At the second level, there might be an informal group within the company, all the guys that attended Harvard for example, form a clique with a mood that favors one another to the detriment of other staff members. The mood of all people in the company is based on a sense of two cultures, with most of the staff belonging to the wrong one. This mood moves across the entire company since the clique is not a department. Now dysfunctionality must show at columns 4 and 3 in the form of lack of cooperation with the results making themselves known in columns 1 and 2, symptoms of problems and the consequences of them manifested by inability to get the results formerly achieved by the company.

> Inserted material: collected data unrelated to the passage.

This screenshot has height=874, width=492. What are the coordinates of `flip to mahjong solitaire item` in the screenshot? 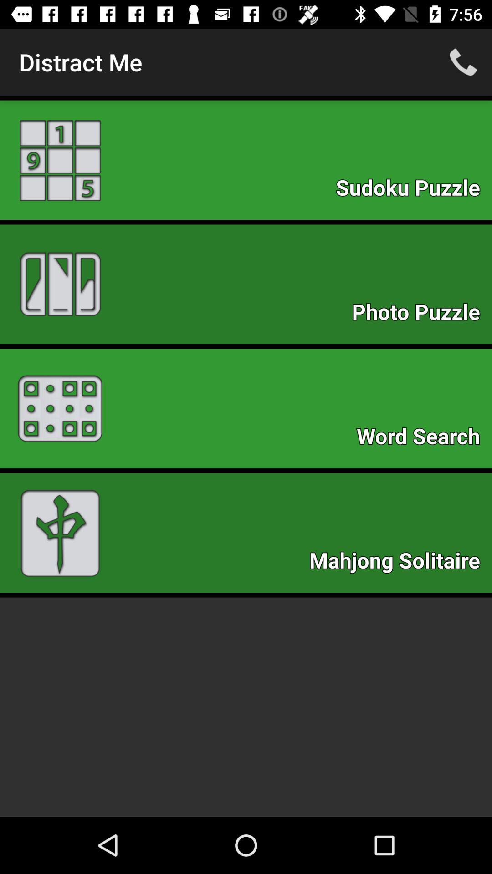 It's located at (399, 563).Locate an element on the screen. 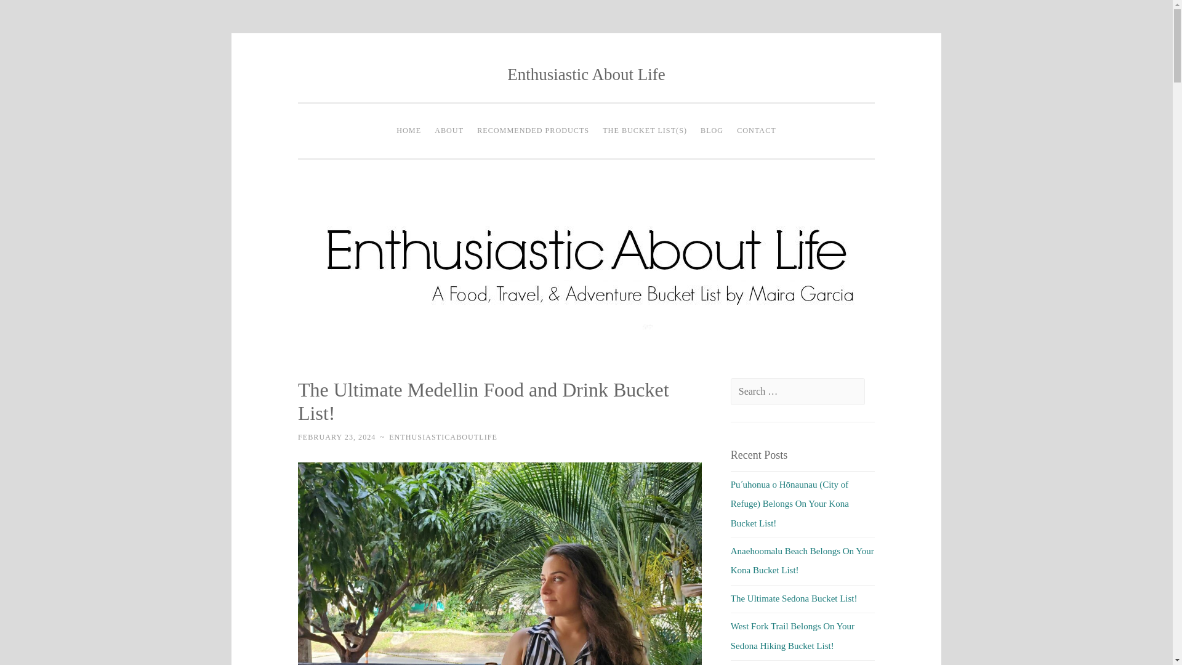 The height and width of the screenshot is (665, 1182). BLOG is located at coordinates (712, 131).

The head of the engineering department, Bob, might be controlling, distrustful of others, and thus the department’s mood or attitude is poor in delegating – the lack of delegating things down to the individual. As a result the entire column 4, Accountability, falls apart as no one under Bob’s control is ‘allowed’ to be truly accountable. Bob will reverse their decisions every time. By the chain effect, events in column 3 will not happen as they should, the evidence of poor engineering management, for example, will show as a symptom (column 2), perhaps creating the consequence (column 1) of that malfunctioning electronic module described in the story above (para 3).

Now you can imagine the effect of any of the negative characters above if embodied in the CEO: the company mood would show dysfunctionality all across. On the other hand, a leader who respects staff members, clients, suppliers, etc. and is willing to share, to trust, to listen and to delegate, will create quite a different and positive picture. The essence of this message is that the CEO’s leadership (column 5) affects Accountability issues (column 4), then Strategic issues (column 3) and Operations (column 2) which manifests itself in the final results or profits (column 1).

Notice the ‘Current mood swings’ grouping in column 1 (1.1). Any leader can have a bad moment when confronting a huge problem. It is viewed as temporary. However if the poor mood of the manager persists, it keeps moving to the right, as if the Chart were a cylinder, i.e. past column 6 into column 5 where it becomes a permanent mood factor, creating all the havoc (or well-being) above.

7. Conclusion

Leadership (or mood) is hugely responsible for problems in a company. But the corollary is that that the environment has an even greater effect. As long as the environment does not change, the leader has the greatest sway in all the factors that affect the success of a company.